READERS will want to know just how much variety there is in the reinvention of the Golden Age of Variety that is The Revolver Tour, in which the Spectacular Spinning Songbook, which allows audience members to select the music Costello and The Imposters will play, is only one element.

The answer is that what the great songsmith promises, in the character of Napoleon Dynamite, urbane emcee with top hat and cane, he delivers.
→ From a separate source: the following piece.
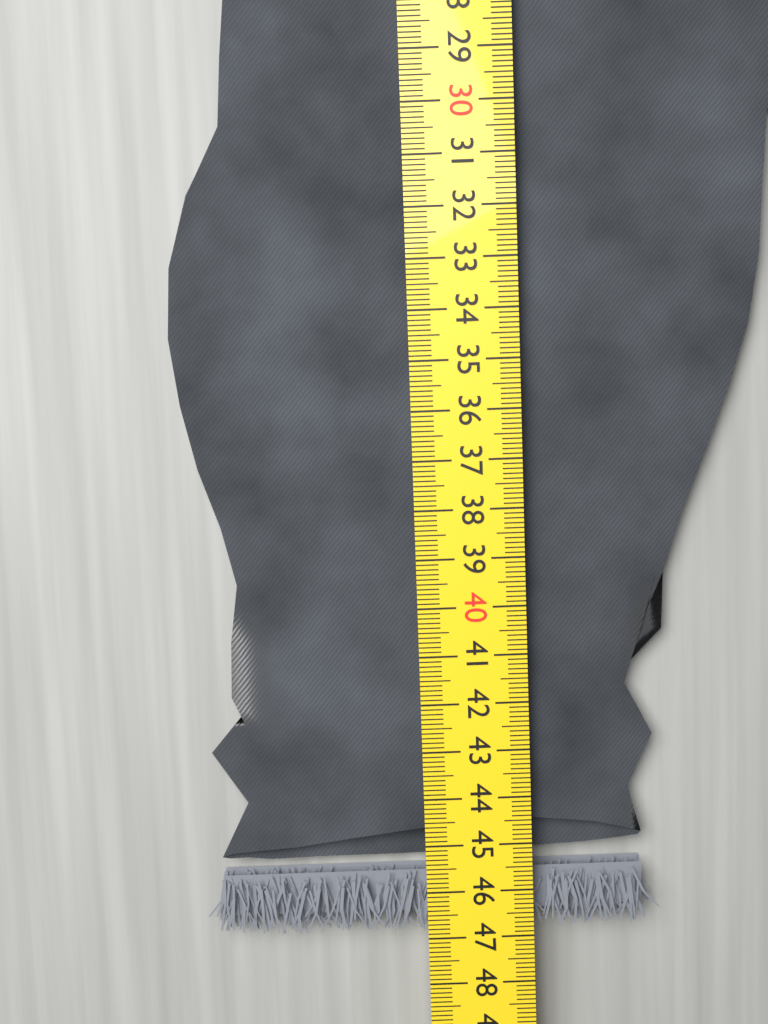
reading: 46.9 cm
Manchester heard a set at least 50% different from the one in Glasgow on Friday, including the pop soul of I Can't Stand Up For Falling Down and High Fidelity and a piano feature with Steve Nieve of the rarely heard Talking in the Dark and Charles Aznavour's She from the soundtrack of Notting Hill.

However, the Apollo was also comparatively shortchanged with a concert that came in at just two-and-a-half hours without a break.

The added attractions to the bill in Glasgow included a folk-punk quartet led by Costello's younger brother, Ronan McManus, fresh from their own gig at Parkhead stadium, a comely wench adding the odd gloss of musical saw to a few numbers, and many more his country and Americana songs.

All the echoes of an earlier era of music hall not only suits Costello's recent material – particularly in a later solo section that ends with a spot of ukulele strumming – but allows him to dip into any era of his career, as well as including reference to the recent death of his big-band singer father, and some sharp barbs about Leveson and the Government. In both cities, the song that brought the audience roaring to its feet was the Spike album's anticipation of the death of Margaret Thatcher, Tramp the Dirt Down.